Not only can we Relate to Habakkuk, and not only can we Recognize the Heathen, but…
III. We Can Run For Help
(Habakkuk 2:2)
(Habakkuk 2:2) And the LORD answered me, and said, Write the vision, and make it plain upon tables, that he may run that readeth it.
There are a few possibilities as to what is meant by the statement: “that he may run that readeth it.” The InterVarsity Press Bible Background Commentary on the Old Testament says that it refers to a…
Herald running with tablets. The idea of running with a message suggests its urgency or importance. What is unclear is whether the “one who reads the message” is a herald (with NIV) whose task is to run from location to location reading aloud his proclamation, or whether it refers to anyone who reads the message. In the former case the inscribed tablets would be entrusted to a professional. In the latter the inscription would be set up in a public place, and as individuals read it, they would run off to spread the news. Preference lies with the former, since the text here speaks of tablets. Publicly posted inscriptions would usually be on stelae (an inscribed stone slab). Professional messengers were a common fixture in royal courts such as those at ancient Mari and Babylon. They were needed as “runners” to carry their lord’s commands.
But according to the Brown-Driver-Briggs Hebrew Lexicon, the meaning of the word “run” is ‘to run for help.’ It could suggest that this vision was a warning to the just souls in the land that the Babylonians were coming to conquer, and they should therefore run away to save themselves. But perhaps the better perspective for us is that we can run to God for help. It is clear from reading chapter 3 and even the statements in chapter 2 that offer a glimmer of hope that Habakkuk found help for his troubled soul.
A. Notice The Persuasion That Helps Us
In contrast to the proud heart of the Babylonian, the righteous one is operating in faith toward God…
(Habakkuk 2:4) Behold, his soul which is lifted up is not upright in him: but the just shall live by his faith.
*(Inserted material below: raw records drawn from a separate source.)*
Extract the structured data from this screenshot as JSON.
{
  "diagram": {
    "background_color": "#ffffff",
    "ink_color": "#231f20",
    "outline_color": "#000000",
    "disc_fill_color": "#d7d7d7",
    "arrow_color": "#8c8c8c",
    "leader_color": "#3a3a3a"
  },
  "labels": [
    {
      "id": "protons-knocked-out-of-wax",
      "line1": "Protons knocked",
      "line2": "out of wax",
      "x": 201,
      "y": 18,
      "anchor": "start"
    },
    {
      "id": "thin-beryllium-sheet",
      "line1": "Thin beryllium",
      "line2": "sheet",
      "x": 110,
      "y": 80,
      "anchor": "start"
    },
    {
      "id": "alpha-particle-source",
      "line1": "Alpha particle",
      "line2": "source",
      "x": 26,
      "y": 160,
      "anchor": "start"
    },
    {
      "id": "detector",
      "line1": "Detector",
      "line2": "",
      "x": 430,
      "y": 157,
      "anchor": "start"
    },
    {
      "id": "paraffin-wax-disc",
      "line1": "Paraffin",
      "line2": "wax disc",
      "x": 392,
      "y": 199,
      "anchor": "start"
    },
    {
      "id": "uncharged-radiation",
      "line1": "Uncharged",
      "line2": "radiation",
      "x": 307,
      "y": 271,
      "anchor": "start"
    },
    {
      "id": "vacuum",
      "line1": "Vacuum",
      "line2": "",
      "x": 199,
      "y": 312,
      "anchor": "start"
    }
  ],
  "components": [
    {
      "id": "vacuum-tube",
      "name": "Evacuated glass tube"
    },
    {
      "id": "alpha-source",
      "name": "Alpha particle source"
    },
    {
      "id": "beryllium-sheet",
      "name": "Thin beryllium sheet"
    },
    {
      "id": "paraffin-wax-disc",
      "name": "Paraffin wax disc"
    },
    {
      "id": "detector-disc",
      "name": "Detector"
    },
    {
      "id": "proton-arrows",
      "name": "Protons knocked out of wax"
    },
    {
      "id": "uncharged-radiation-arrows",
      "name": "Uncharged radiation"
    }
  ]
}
In contrast to the widespread conquest of the Babylonians, Habakkuk said that there will come a time when the whole world is filled with a wisdom that acknowledges God…
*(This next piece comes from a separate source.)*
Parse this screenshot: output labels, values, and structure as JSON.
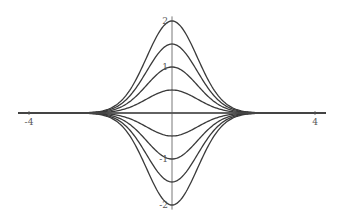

(Habakkuk 2:14) For the earth shall be filled with the knowledge of the glory of the LORD, as the waters cover the sea.
In contrast to the dead idols of the Babylonians, the living LORD is in His holy temple…
(Habakkuk 2:20) But the LORD is in his holy temple: let all the earth keep silence before him.
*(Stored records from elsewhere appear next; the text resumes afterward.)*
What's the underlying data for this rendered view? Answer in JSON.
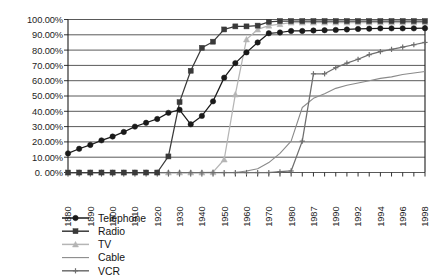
{
  "chart_data": {
    "type": "line",
    "title": "",
    "subtitle": "",
    "xlabel": "",
    "ylabel": "",
    "grid": true,
    "legend_position": "bottom-left",
    "ylim": [
      0,
      100
    ],
    "ytick_labels": [
      "100.00%",
      "90.00%",
      "80.00%",
      "70.00%",
      "60.00%",
      "50.00%",
      "40.00%",
      "30.00%",
      "20.00%",
      "10.00%",
      "0. 00%"
    ],
    "ytick_values": [
      100,
      90,
      80,
      70,
      60,
      50,
      40,
      30,
      20,
      10,
      0
    ],
    "xtick_labels": [
      "1880",
      "1890",
      "1900",
      "1910",
      "1920",
      "1930",
      "1940",
      "1950",
      "1960",
      "1970",
      "1980",
      "1987",
      "1990",
      "1992",
      "1994",
      "1996",
      "1998"
    ],
    "x": [
      "1880",
      "1885",
      "1890",
      "1895",
      "1900",
      "1905",
      "1910",
      "1915",
      "1920",
      "1925",
      "1930",
      "1935",
      "1940",
      "1945",
      "1950",
      "1955",
      "1960",
      "1965",
      "1970",
      "1975",
      "1980",
      "1985",
      "1987",
      "1988",
      "1990",
      "1991",
      "1992",
      "1993",
      "1994",
      "1995",
      "1996",
      "1997",
      "1998"
    ],
    "series": [
      {
        "name": "Telephone",
        "color": "#1a1a1a",
        "marker": "circle",
        "values": [
          12.5,
          15.5,
          18.0,
          21.0,
          23.5,
          26.5,
          30.0,
          32.5,
          35.0,
          39.0,
          41.0,
          31.5,
          37.0,
          46.5,
          62.0,
          71.5,
          78.5,
          85.0,
          91.0,
          91.5,
          92.5,
          92.5,
          92.8,
          93.0,
          93.2,
          93.5,
          93.8,
          94.0,
          94.2,
          94.2,
          94.2,
          94.2,
          94.3
        ]
      },
      {
        "name": "Radio",
        "color": "#3a3a3a",
        "marker": "square",
        "values": [
          0.0,
          0.0,
          0.0,
          0.0,
          0.0,
          0.0,
          0.0,
          0.0,
          0.0,
          10.5,
          46.0,
          66.5,
          81.5,
          85.5,
          93.5,
          95.5,
          95.5,
          96.0,
          98.5,
          99.0,
          99.0,
          99.0,
          99.0,
          99.0,
          99.0,
          99.0,
          99.0,
          99.0,
          99.0,
          99.0,
          99.0,
          99.0,
          99.0
        ]
      },
      {
        "name": "TV",
        "color": "#b5b5b5",
        "marker": "triangle",
        "values": [
          0.0,
          0.0,
          0.0,
          0.0,
          0.0,
          0.0,
          0.0,
          0.0,
          0.0,
          0.0,
          0.0,
          0.0,
          0.0,
          0.2,
          8.5,
          51.0,
          87.0,
          93.5,
          96.0,
          97.0,
          98.0,
          98.0,
          98.0,
          98.0,
          98.0,
          98.0,
          98.0,
          98.0,
          98.0,
          98.0,
          98.0,
          98.0,
          98.0
        ]
      },
      {
        "name": "Cable",
        "color": "#8a8a8a",
        "marker": "none",
        "values": [
          0.0,
          0.0,
          0.0,
          0.0,
          0.0,
          0.0,
          0.0,
          0.0,
          0.0,
          0.0,
          0.0,
          0.0,
          0.0,
          0.0,
          0.0,
          0.0,
          1.0,
          2.5,
          6.5,
          12.5,
          20.5,
          42.5,
          48.5,
          51.5,
          55.0,
          57.0,
          58.5,
          60.0,
          61.5,
          62.5,
          64.0,
          65.0,
          66.0
        ]
      },
      {
        "name": "VCR",
        "color": "#6e6e6e",
        "marker": "cross",
        "values": [
          0.0,
          0.0,
          0.0,
          0.0,
          0.0,
          0.0,
          0.0,
          0.0,
          0.0,
          0.0,
          0.0,
          0.0,
          0.0,
          0.0,
          0.0,
          0.0,
          0.0,
          0.0,
          0.0,
          0.5,
          1.0,
          20.5,
          64.5,
          64.5,
          68.5,
          71.5,
          74.0,
          77.0,
          79.0,
          80.5,
          82.0,
          83.5,
          85.0
        ]
      }
    ]
  },
  "legend": {
    "items": [
      {
        "label": "Telephone"
      },
      {
        "label": "Radio"
      },
      {
        "label": "TV"
      },
      {
        "label": "Cable"
      },
      {
        "label": "VCR"
      }
    ]
  }
}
Habakkuk teaches us that instead of looking at the vain, dumb, pointless things of this world; we should be looking to Almighty God and trusting Him and worshipping Him.
B. Notice The Perspective That Helps Us
The entirety of chapter 3 shows us a Godward perspective, but verses 17 thru 19 is the climactic crescendo of Habakkuk’s song of joy that rises in sharp contrast to the sad dirge of previous passages.
(Habakkuk 3:17-19) Although the fig tree shall not blossom, neither shall fruit be in the vines; the labour of the olive shall fail, and the fields shall yield no meat; the flock shall be cut off from the fold, and there shall be no herd in the stalls: {18} Yet I will rejoice in the LORD, I will joy in the God of my salvation. {19} The LORD God is my strength, and he will make my feet like hinds' feet, and he will make me to walk upon mine high places. To the chief singer on my stringed instruments.
The Pulpit Commentary says…
The Christian life is not all shadow. It has its sunny as well as its shady side. The good have their seasons of joy - seasons in which, believing, they can rejoice with joy unspeakable and full of glory. … There is “the midnight of the soul,” when the vision of spiritual light and peace and joy tarries; and it is then their truest wisdom to trust and to wait, assured that in due time God will make them glad by lifting upon them “the light of his countenance.” … The great purpose of this is the deliverance of men from the (throws) of sin.
Conclusion
Like a child running to the father when they are threatened, we should run to God with haste.